Like that of the Lyubomudry group founded earlier in the century, the purpose of the circle was to discuss Western philosophy and literature that was officially banned by the Imperial government of Tsar Nicholas I.
As part of a pre-planned intentional deception, the Tsar had prepared a letter to general-adjutant Sumarokov, commuting the death sentences to incarceration.
Petrashevsky, who had always tended to flaunt his iconoclasm, had for some time been a person of interest to the secret police, but they now decided to place him under close surveillance.
An agent, Antonelli, was deployed in Petrashevsky's department in January 1849, ingratiated himself, began attending the meetings of the circle and reported to his superiors.
The aristocrat Nikolay Speshnev, who began attending the Fridays in early 1848, was resolutely in favour of promoting the socialist cause by any means possible, including terrorism, and sought to form his own secret society within the circle.
Speshnev's associate, the army lieutenant Nikolay Mombelli, initiated a series of conversations promoting the idea of organised infiltration of the bureaucracy to counter government measures.
Found among Speshnev's papers after his arrest was a prototype "oath of allegiance" in which the signer would pledge obedience to a central committee and a willingness to be available at any time for whatever violent means were deemed necessary for the success of the cause.
The first—a sketch entitled "A Soldier's conversation"—was an exhortation of the popular uprising in France aimed at a peasant audience, and was written by another Speshnev associate, the army officer Nikolay Grigoryev.
Filippov and Mombelli made copies and began distributing them, but Petrashevsky again tried to calm the rising sense of urgency by insisting that judicial reform was the best way forward for the peasantry.
Among these was the poet Pleshcheyev who, according to the verdict, "for distributing Belinsky's letter, was deprived of all rights of the state and sent to hard labor in factories for 4 years."
The Commission of Inquiry headed by General Nabokov questioned the prisoners individually on the basis of information supplied by Antonelli, and documents confiscated at the time of the arrest.
Reviewing the decision the highest military court, the General-Auditariat, ruled that a judicial error had been made and that all the remaining prisoners should be executed.
The Tsar agreed to the lesser sentences, but gave explicit instructions that only after the entire ritual of preparation for execution had been completed should the prisoners be told that their lives had been spared by an act of imperial grace.
Grigoryev, who in prison had been showing signs of derangement, completely lost his senses, and spent the remainder of his days as a helpless mental invalid.
Dostoevsky, who had been next in line, recalled the experience twenty years later in The Idiot: "The uncertainty and feeling of aversion for the new thing which was going to overtake him immediately, was terrible".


▸ **TASK DESCRIPTION**:
Transcribe every entry that follows, word for word, and omit the images.

Extracted records
============================================================
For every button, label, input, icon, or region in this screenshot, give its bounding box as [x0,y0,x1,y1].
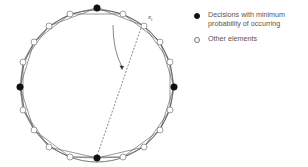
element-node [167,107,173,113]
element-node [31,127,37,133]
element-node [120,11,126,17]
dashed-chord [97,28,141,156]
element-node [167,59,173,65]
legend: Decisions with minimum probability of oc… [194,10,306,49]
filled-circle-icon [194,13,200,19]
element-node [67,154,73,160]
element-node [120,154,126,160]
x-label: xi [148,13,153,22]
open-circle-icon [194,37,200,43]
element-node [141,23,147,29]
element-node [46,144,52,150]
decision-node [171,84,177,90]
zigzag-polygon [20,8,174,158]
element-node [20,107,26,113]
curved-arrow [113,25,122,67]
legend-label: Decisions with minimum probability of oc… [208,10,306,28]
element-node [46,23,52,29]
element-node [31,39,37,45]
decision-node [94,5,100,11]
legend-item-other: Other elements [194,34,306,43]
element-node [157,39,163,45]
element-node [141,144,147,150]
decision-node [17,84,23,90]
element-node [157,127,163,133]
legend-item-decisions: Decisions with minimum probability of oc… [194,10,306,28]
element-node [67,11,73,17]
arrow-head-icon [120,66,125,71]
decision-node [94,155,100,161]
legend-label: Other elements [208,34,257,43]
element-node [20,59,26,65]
============================================================
▸ **RESPONSE AREA**:
For every button, label, input, icon, or region in this screenshot, give its bounding box as [x0,y0,x1,y1].
element-node [167,107,173,113]
element-node [31,127,37,133]
element-node [120,11,126,17]
dashed-chord [97,28,141,156]
element-node [167,59,173,65]
legend: Decisions with minimum probability of oc… [194,10,306,49]
filled-circle-icon [194,13,200,19]
element-node [67,154,73,160]
element-node [120,154,126,160]
x-label: xi [148,13,153,22]
open-circle-icon [194,37,200,43]
element-node [141,23,147,29]
element-node [46,144,52,150]
decision-node [171,84,177,90]
zigzag-polygon [20,8,174,158]
element-node [20,107,26,113]
curved-arrow [113,25,122,67]
legend-label: Decisions with minimum probability of oc… [208,10,306,28]
element-node [46,23,52,29]
element-node [31,39,37,45]
decision-node [94,5,100,11]
legend-item-other: Other elements [194,34,306,43]
element-node [157,39,163,45]
element-node [141,144,147,150]
decision-node [17,84,23,90]
element-node [157,127,163,133]
legend-item-decisions: Decisions with minimum probability of oc… [194,10,306,28]
element-node [67,11,73,17]
arrow-head-icon [120,66,125,71]
decision-node [94,155,100,161]
legend-label: Other elements [208,34,257,43]
element-node [20,59,26,65]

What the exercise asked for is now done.